The council took another diplomatic step and proclaimed the 12 days between the feasts the holy season of Christmas -- the biggest party in Christendom.

This act linked believers in East and West and offered a symbolic alternative to competing pagan festivals in the marketplace. Drawing a parallel with Easter, it also made sense for a reflective season of prayer and fasting to precede Christmas. This became Advent in the West and Nativity Lent in the East.

That was then. This is now.

Walsh said his students assume that Christmas equals "The Holidays," the marketing season between Thanksgiving and Dec. 25, which is followed by a festival of returned gifts and football games. Most do not know that there is more to the 12 days of Christmas than a song about a partridge, a pear tree and other bizarre gifts.

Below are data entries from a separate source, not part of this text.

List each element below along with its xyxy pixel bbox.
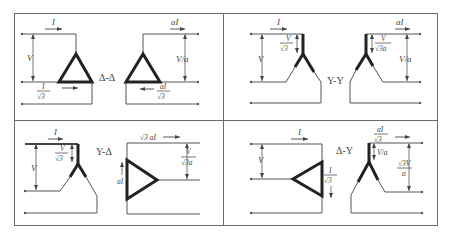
delta-winding-primary (59, 54, 92, 82)
connection-label-wye-wye: Y-Y (327, 75, 344, 86)
winding-current-numerator: I (328, 166, 332, 175)
secondary-phase-voltage-label: V/a (377, 148, 388, 157)
voltage-denominator: √3a (181, 158, 193, 167)
panel-delta-wye: I V I √3 Δ-Y aI √3 V/a √3V a (250, 125, 423, 214)
connection-label-wye-delta: Y-Δ (96, 146, 112, 157)
panel-delta-delta: I V I √3 Δ-Δ aI V/a aI √3 (21, 17, 199, 105)
phase-voltage-numerator: V (381, 34, 387, 43)
panel-wye-delta: I V V √3 Y-Δ √3 aI aI V √3a (24, 127, 200, 214)
primary-voltage-label: V (258, 155, 265, 165)
delta-winding-secondary (127, 160, 157, 199)
primary-wires (250, 143, 322, 214)
secondary-line-current-label: aI (396, 17, 405, 27)
voltage-numerator: √3V (398, 159, 412, 168)
secondary-voltage-label: V/a (176, 54, 189, 64)
secondary-current-numerator: aI (377, 125, 384, 134)
winding-current-numerator: aI (160, 82, 167, 91)
primary-voltage-label: V (258, 54, 265, 64)
panel-wye-wye: I V V √3 Y-Y aI V/a V √3a (250, 17, 421, 104)
delta-winding-secondary (126, 54, 160, 82)
primary-wires (21, 33, 92, 105)
delta-winding-primary (293, 162, 322, 196)
winding-current-denominator: √3 (324, 176, 332, 185)
winding-current-denominator: √3 (37, 92, 45, 101)
secondary-winding-current-label: aI (117, 177, 124, 186)
phase-voltage-denominator: √3 (280, 44, 288, 53)
primary-line-current-label: I (297, 127, 302, 137)
phase-voltage-numerator: V (60, 144, 66, 153)
phase-voltage-denominator: √3 (55, 154, 63, 163)
phase-voltage-numerator: V (286, 34, 292, 43)
connection-label-delta-delta: Δ-Δ (99, 72, 116, 83)
winding-current-denominator: √3 (157, 92, 165, 101)
secondary-voltage-label: V/a (399, 54, 412, 64)
secondary-line-current-label: √3 aI (140, 133, 156, 142)
phase-voltage-denominator: √3a (375, 44, 387, 53)
connection-label-delta-wye: Δ-Y (336, 145, 353, 156)
primary-line-current-label: I (51, 17, 56, 27)
transformer-connections-diagram: I V I √3 Δ-Δ aI V/a aI √3 (0, 0, 450, 236)
winding-current-numerator: I (41, 82, 45, 91)
voltage-denominator: a (402, 169, 406, 178)
primary-voltage-label: V (31, 163, 38, 173)
primary-line-current-label: I (276, 17, 281, 27)
voltage-numerator: V (186, 147, 192, 156)
secondary-line-current-label: aI (171, 17, 180, 27)
primary-line-current-label: I (53, 127, 58, 137)
secondary-current-denominator: √3 (374, 135, 382, 144)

Times change. A few generations ago, department stores stayed open until midnight on Christmas Eve, a tradition seen in many old Christmas movies.

"Why did they do that? Because people were out doing the shopping that we start doing in October," said Walsh. "The days before could get pretty intense, but that's the way things were. Christmas was still Christmas. That really didn't change until Christmas got sucked into the whole industrialized-commercialized complex that is modern life."

This happened for many reasons. The Puritan revolution in England played a major role, with its rejection of anything Catholic. Many liturgical and cultural traditions were weakened and never fully recovered, even if they were later celebrated by writers such as Charles Dickens. This had a major impact in the American colonies, where Christmas celebrations were frowned upon or in some cases banned.

At the same time, explosive growth of English cities during the industrial revolution uprooted millions of ordinary people, breaking centuries of ties binding families to churches, land, farms, shops and kin, said Walsh. Quaint traditions that united villages were hard to move to slums in London, Birmingham and Manchester. And what about New York City and the American frontier?

Modern suburbs do not have a church in a public square at the center of town. Most don't have a public square at all and the true community center is the shopping mall. While many people complain that lawyers and activists have "taken Christ out of Christmas," the truth is more complex than that. The reality is that almost everyone is skipping the 12-day Christmas season, including church people.

There is no time. There is no place. There is no season.

That could change, said Walsh.

"Whatever resistance there is going to be to what is happening to Christmas will be totally centered on people in churches, churches on both the left and the right," he said. "People in the middle are going to just go with the cultural flow. But out on the wings -- where people are really worried about the economics of all of this or the loss of all the beautiful worship traditions -- that's where Christmas might survive."